The fundamental problem is that if you do end up reimplementing a slightly better DOM yourself, you end up with (e.g.) 20 MB of browser and rendering code. This will have to be downloaded by the client. If this were a onetime thing (perhaps some kind of "install"), it wouldn't be a problem.
But browser caches aren't generally up to the task of making it a onetime thing because:
-They're usually pretty small.
-They'll evict pretty frequently.
-They're limited to same-origin, even if the content cached is exactly the same. (For security reasons, yes, but there's no way to opt out.)
If caches were fixed, I think we would see a much healthier web ecosystem. Incidentally, it would make the browser vendors themselves fairly obsolete, which is probably why it hasn't happened yet.
I think billybolton is right that HTML/CSS/JS/the DOM all kind of suck, and that they can't feasibly be replaced is problematic. The heroic modern struggle of the web ecosystem is an attempt to encapsulate and work around the suckiness.
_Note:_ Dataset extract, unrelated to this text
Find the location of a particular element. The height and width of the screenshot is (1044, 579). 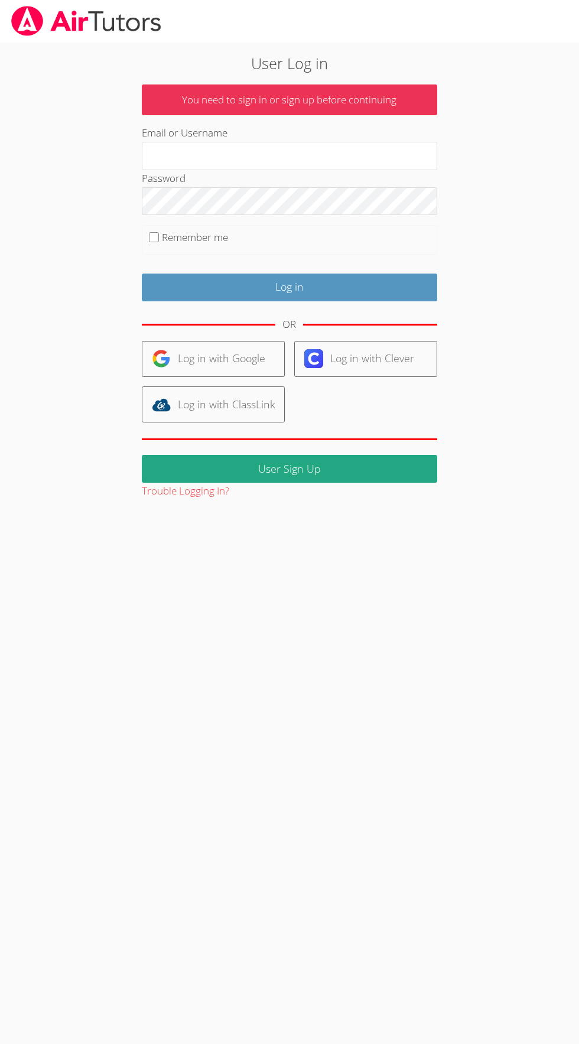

> Incidentally, it would make the browser vendors themselves fairly obsolete, which is probably why it hasn't happened yet.
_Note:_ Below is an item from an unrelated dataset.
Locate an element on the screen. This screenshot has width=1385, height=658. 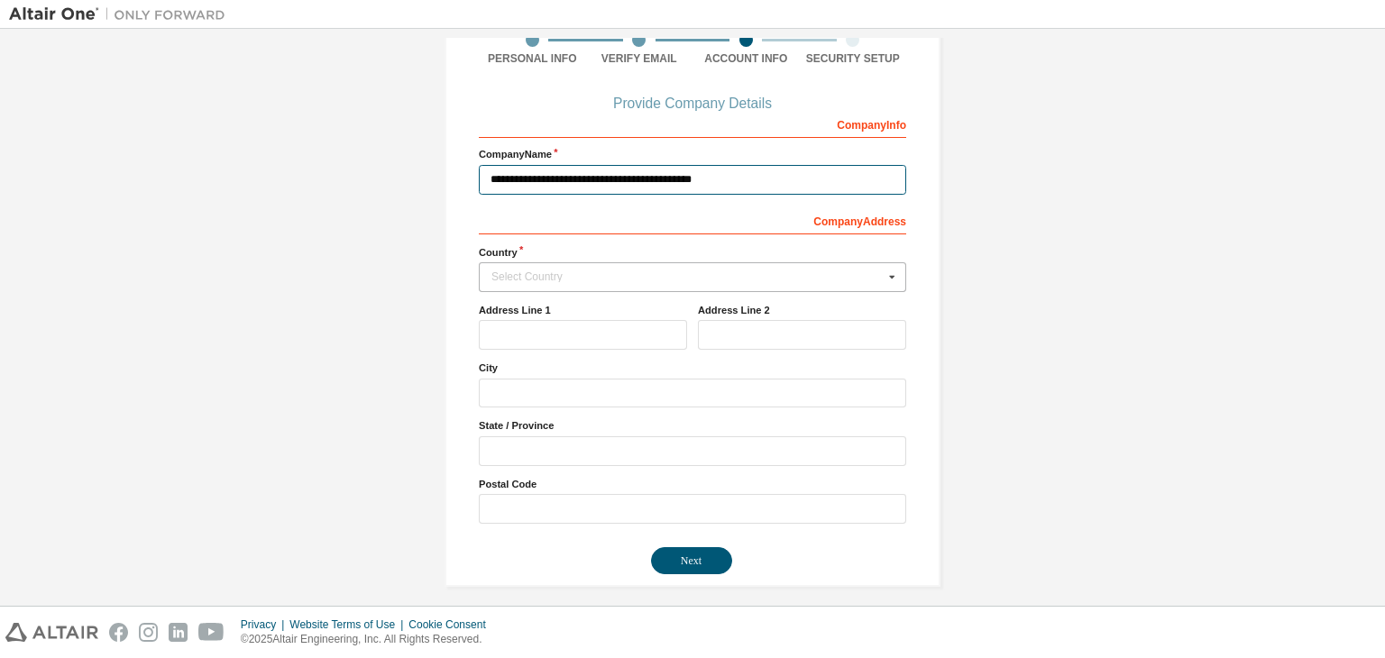
div: Verify Email is located at coordinates (639, 59).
Mostly, but not entirely true. It's been a while seen we've seen a new browser come out, but the time is ripe to begin work on one, and release it in a few years. Just fork webkit to maintain backwards compatibility. I see browsers just becoming a sandbox virtual machine with a key ring, with minimal functionality.
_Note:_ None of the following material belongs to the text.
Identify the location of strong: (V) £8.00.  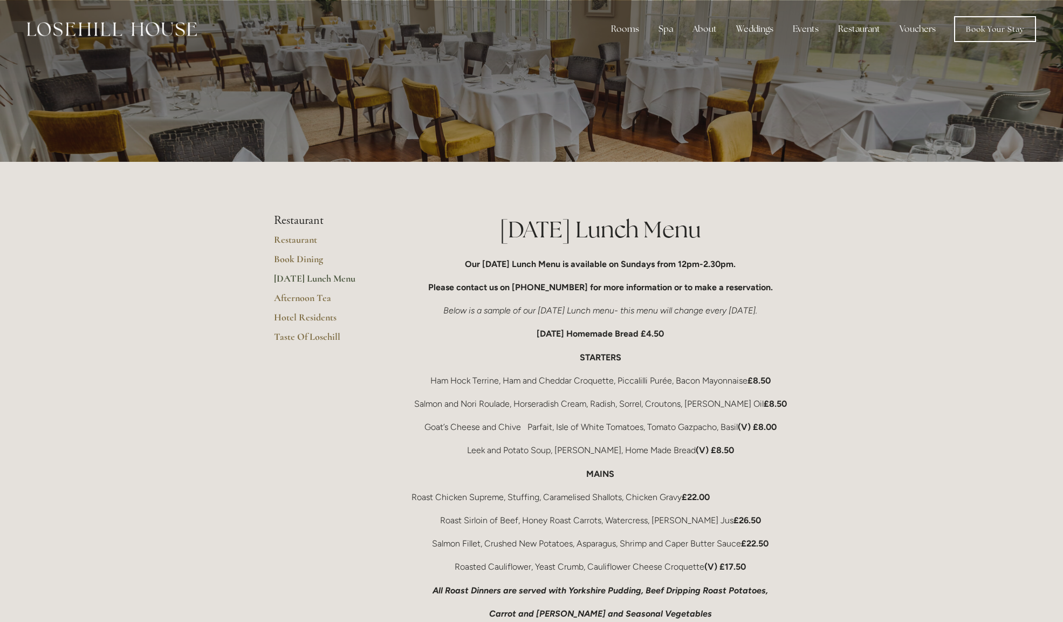
(757, 426).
Apple has the strongest incentives to build what I am mentioning. Not sure if they will.
It took 100 years to go from the onset of the printing press to the book form and we are in some weird in between time frame where browsers aren't really enough to do what we want. Conceptually it is going to take something that is revolutionary, yet at the same time extremely familiar... like the book. I bet we would find similar strains in the intervening decades between the printing press and the book.
But browser caches aren't generally up to the task of making it a onetime thing because:
-They're usually pretty small.
-They'll evict pretty frequently.
-They're limited to same-origin, even if the content cached is exactly the same. (For security reasons, yes, but there's no way to opt out.)
If caches were fixed, I think we would see a much healthier web ecosystem. Incidentally, it would make the browser vendors themselves fairly obsolete, which is probably why it hasn't happened yet.
I think billybolton is right that HTML/CSS/JS/the DOM all kind of suck, and that they can't feasibly be replaced is problematic. The heroic modern struggle of the web ecosystem is an attempt to encapsulate and work around the suckiness.